DEAN R.KOONTZ. SOFT COME THE DRAGONS

“You’re okay—if nothing is broken.”

He struggled, sat up, his eyes bloodshot behind the faceplate.

“Is anything broken?” I insisted.

“Fingers,”

“How many?”

“Two.”

“Well take you up.”

“No.” Even bloodshot, the eyes were cool.

“You can’t climb with broken fingers. I’ll radio for help.”

“I go,” he snapped.

“Shukon—”

His good hand had gone for his gun. “I’ll kill you if you try to send me back.”

“That’s insanity.”

He waved the barrel, stared me down. “You decide.”

I stepped back, swung onto the wall, shaking. “Come on then, you determined fool. We haven’t time to argue.”

As I moved, I heard grunting and what seemed to be the beginnings of moans. But he choked the moans off short, held them between his teeth and bit them to death. When I slowed the pace for him, he pushed me hard to move faster. So I did. And, somehow, he kept up.

Eighty-seven feet down, we came upon the glittering blue tile. It was irradiated, sparkling silver at the edges. Still, this was more like it. Suddenly the rubble was not unidentifiable slag, but recognizable objects crushed and pressure-welded. Fifteen feet later, we came through the ceiling of a low corridor that was still pretty much intact.

I dropped to the floor. Shukon followed, cradling his wounded hand in the other. I pretended not to notice. I set out down the corridor, searching for significant door labels, for a room that might contain records. We had been searching less than ten minutes when my suitphone buzzed with a call from the train. I flipped the toggle on my chest pack. “Bill?”

“Walt, where are you?”

“We’re through. We may have luck soon.”

“You better. We have seven dead now.”

“Seven?”

“It’s catching on with a vengeance. Thought you’d want to know.”

“Yeah. Yeah, thanks, Bill.”

The voice was gone.

Eleven agonizing minutes later, we found the records room. Had we been gnomes, we would have danced. Rather, I would have. Shukon would have made a very depressing gnome. Too stoic. So much like . .. I hurried through the file drawers, searching. There was no project name to look for, no date when the research might have started. But I did know that the disease gave no symptoms, and I flipped through the folders, looking for pages of symptoms. And I found it. In Chinese characters in folder 2323222. symptoms: none.

I was ready to dance, gnome or no gnome, when the ceiling cracked and dumped rocks on us with a thick dusty growl . . .

There was dirt on my faceplate. I wiped it off. There was also a pain in my side, dull, that would not wipe away. A broken rib? Only cracked? I tried to move, found I was pinned by rocks. Carefully, I tensed, pain lashing sharply through my chest, and shoved out from beneath it.

There was absolutely no light. I could hear something. What? A hissing. It was Shukon trying not to moan. “Where are you?” I called.

“Never . . . mind.”

“I’ll dig you out.”

“My arm . . . is broken. My . . . left leg . . . also.”

“I’ll carry you”

“You . . . have no . . . time.”

I fumbled with my headlamp, found it had been knocked off but not broken. I screwed it tight in the socket, flipped it on. There was a glint of plastiglass faceplate in the swirling dust cloud. Overhead, the ruins screeched, groaned. Screeched like a gull My father had taken me to the sea once, had sat with me on the moss-edged rocks, had shown me the gulls .. .

“Leave me,” Shukon croaked.

I struggled over the rubble, began tossing stones off him, adrenaline almost pumping out my ears. He was right: broken leg. Smashed would have been a better word. The suit was ruptured above the knee, the bones splaying out of it, blood mingling with the dust and forming a thick black glue. The self-sealing rubber had formed a tourniquet to stop the worst of the flow. Bracing a foot against his good leg, grabbing his arm, I started to hoist him onto my shoulders.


Every single line below has to be printed once more, exactly.

### Data excerpts

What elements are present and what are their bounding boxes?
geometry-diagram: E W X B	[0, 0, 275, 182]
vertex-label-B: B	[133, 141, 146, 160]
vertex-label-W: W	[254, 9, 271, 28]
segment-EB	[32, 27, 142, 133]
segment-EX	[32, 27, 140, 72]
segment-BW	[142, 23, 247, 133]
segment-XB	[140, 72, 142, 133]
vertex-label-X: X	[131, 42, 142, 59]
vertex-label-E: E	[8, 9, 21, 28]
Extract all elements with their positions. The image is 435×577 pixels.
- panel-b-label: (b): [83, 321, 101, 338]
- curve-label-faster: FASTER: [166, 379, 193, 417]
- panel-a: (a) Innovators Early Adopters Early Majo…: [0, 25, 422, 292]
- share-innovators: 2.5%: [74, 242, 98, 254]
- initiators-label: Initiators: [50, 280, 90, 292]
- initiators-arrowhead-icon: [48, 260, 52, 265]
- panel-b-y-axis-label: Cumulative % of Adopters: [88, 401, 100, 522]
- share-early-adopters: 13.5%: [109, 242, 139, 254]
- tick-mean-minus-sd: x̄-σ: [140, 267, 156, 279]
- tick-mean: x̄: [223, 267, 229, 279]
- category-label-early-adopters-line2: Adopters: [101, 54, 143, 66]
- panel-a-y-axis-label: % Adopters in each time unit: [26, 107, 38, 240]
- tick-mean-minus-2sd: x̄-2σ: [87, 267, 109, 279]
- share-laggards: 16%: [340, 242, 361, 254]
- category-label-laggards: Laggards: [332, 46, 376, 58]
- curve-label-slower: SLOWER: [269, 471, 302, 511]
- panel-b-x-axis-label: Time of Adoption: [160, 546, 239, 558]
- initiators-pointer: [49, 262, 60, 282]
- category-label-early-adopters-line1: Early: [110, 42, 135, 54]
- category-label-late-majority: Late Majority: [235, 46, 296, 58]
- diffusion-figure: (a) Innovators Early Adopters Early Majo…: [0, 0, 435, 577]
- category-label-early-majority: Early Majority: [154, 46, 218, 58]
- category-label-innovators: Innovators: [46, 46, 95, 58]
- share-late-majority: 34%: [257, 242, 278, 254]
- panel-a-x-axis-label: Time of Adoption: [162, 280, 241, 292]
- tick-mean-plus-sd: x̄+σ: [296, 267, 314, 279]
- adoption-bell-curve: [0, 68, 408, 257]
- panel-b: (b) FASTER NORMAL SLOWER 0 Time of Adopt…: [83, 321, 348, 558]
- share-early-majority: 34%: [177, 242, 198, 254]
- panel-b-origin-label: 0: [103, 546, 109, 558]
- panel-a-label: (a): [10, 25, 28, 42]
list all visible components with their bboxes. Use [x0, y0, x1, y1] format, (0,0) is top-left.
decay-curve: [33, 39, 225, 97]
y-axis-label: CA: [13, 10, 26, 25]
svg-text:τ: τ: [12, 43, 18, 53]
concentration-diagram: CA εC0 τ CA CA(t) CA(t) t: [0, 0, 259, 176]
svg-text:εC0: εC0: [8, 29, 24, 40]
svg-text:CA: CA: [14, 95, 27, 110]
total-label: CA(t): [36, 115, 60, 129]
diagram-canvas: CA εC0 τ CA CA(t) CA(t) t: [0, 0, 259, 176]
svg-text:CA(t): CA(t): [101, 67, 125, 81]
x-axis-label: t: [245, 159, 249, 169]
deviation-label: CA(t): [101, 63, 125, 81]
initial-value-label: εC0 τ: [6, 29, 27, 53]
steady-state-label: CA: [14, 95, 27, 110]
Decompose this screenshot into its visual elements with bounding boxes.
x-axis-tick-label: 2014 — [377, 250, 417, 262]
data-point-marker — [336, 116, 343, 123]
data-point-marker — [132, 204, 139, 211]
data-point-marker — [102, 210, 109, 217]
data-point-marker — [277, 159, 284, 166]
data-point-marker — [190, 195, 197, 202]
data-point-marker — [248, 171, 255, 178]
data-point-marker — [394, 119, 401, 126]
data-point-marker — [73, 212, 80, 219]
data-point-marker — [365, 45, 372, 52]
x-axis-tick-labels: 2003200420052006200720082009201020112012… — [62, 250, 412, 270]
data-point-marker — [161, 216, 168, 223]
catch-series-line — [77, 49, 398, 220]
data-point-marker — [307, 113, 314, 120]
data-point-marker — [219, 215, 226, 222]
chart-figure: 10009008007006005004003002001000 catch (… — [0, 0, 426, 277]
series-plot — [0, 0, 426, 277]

######

*Exercise response*:
What elements are present and what are their bounding boxes?
geometry-diagram: E W X B	[0, 0, 275, 182]
vertex-label-B: B	[133, 141, 146, 160]
vertex-label-W: W	[254, 9, 271, 28]
segment-EB	[32, 27, 142, 133]
segment-EX	[32, 27, 140, 72]
segment-BW	[142, 23, 247, 133]
segment-XB	[140, 72, 142, 133]
vertex-label-X: X	[131, 42, 142, 59]
vertex-label-E: E	[8, 9, 21, 28]
Extract all elements with their positions. The image is 435×577 pixels.
- panel-b-label: (b): [83, 321, 101, 338]
- curve-label-faster: FASTER: [166, 379, 193, 417]
- panel-a: (a) Innovators Early Adopters Early Majo…: [0, 25, 422, 292]
- share-innovators: 2.5%: [74, 242, 98, 254]
- initiators-label: Initiators: [50, 280, 90, 292]
- initiators-arrowhead-icon: [48, 260, 52, 265]
- panel-b-y-axis-label: Cumulative % of Adopters: [88, 401, 100, 522]
- share-early-adopters: 13.5%: [109, 242, 139, 254]
- tick-mean-minus-sd: x̄-σ: [140, 267, 156, 279]
- tick-mean: x̄: [223, 267, 229, 279]
- category-label-early-adopters-line2: Adopters: [101, 54, 143, 66]
- panel-a-y-axis-label: % Adopters in each time unit: [26, 107, 38, 240]
- tick-mean-minus-2sd: x̄-2σ: [87, 267, 109, 279]
- share-laggards: 16%: [340, 242, 361, 254]
- category-label-laggards: Laggards: [332, 46, 376, 58]
- curve-label-slower: SLOWER: [269, 471, 302, 511]
- panel-b-x-axis-label: Time of Adoption: [160, 546, 239, 558]
- initiators-pointer: [49, 262, 60, 282]
- category-label-early-adopters-line1: Early: [110, 42, 135, 54]
- category-label-late-majority: Late Majority: [235, 46, 296, 58]
- diffusion-figure: (a) Innovators Early Adopters Early Majo…: [0, 0, 435, 577]
- category-label-early-majority: Early Majority: [154, 46, 218, 58]
- category-label-innovators: Innovators: [46, 46, 95, 58]
- share-late-majority: 34%: [257, 242, 278, 254]
- panel-a-x-axis-label: Time of Adoption: [162, 280, 241, 292]
- tick-mean-plus-sd: x̄+σ: [296, 267, 314, 279]
- adoption-bell-curve: [0, 68, 408, 257]
- panel-b: (b) FASTER NORMAL SLOWER 0 Time of Adopt…: [83, 321, 348, 558]
- share-early-majority: 34%: [177, 242, 198, 254]
- panel-b-origin-label: 0: [103, 546, 109, 558]
- panel-a-label: (a): [10, 25, 28, 42]
list all visible components with their bboxes. Use [x0, y0, x1, y1] format, (0,0) is top-left.
decay-curve: [33, 39, 225, 97]
y-axis-label: CA: [13, 10, 26, 25]
svg-text:τ: τ: [12, 43, 18, 53]
concentration-diagram: CA εC0 τ CA CA(t) CA(t) t: [0, 0, 259, 176]
svg-text:εC0: εC0: [8, 29, 24, 40]
svg-text:CA: CA: [14, 95, 27, 110]
total-label: CA(t): [36, 115, 60, 129]
diagram-canvas: CA εC0 τ CA CA(t) CA(t) t: [0, 0, 259, 176]
svg-text:CA(t): CA(t): [101, 67, 125, 81]
x-axis-label: t: [245, 159, 249, 169]
deviation-label: CA(t): [101, 63, 125, 81]
initial-value-label: εC0 τ: [6, 29, 27, 53]
steady-state-label: CA: [14, 95, 27, 110]
Decompose this screenshot into its visual elements with bounding boxes.
x-axis-tick-label: 2014 — [377, 250, 417, 262]
data-point-marker — [336, 116, 343, 123]
data-point-marker — [132, 204, 139, 211]
data-point-marker — [102, 210, 109, 217]
data-point-marker — [277, 159, 284, 166]
data-point-marker — [190, 195, 197, 202]
data-point-marker — [248, 171, 255, 178]
data-point-marker — [394, 119, 401, 126]
data-point-marker — [73, 212, 80, 219]
data-point-marker — [365, 45, 372, 52]
x-axis-tick-labels: 2003200420052006200720082009201020112012… — [62, 250, 412, 270]
data-point-marker — [161, 216, 168, 223]
catch-series-line — [77, 49, 398, 220]
data-point-marker — [307, 113, 314, 120]
data-point-marker — [219, 215, 226, 222]
chart-figure: 10009008007006005004003002001000 catch (… — [0, 0, 426, 277]
series-plot — [0, 0, 426, 277]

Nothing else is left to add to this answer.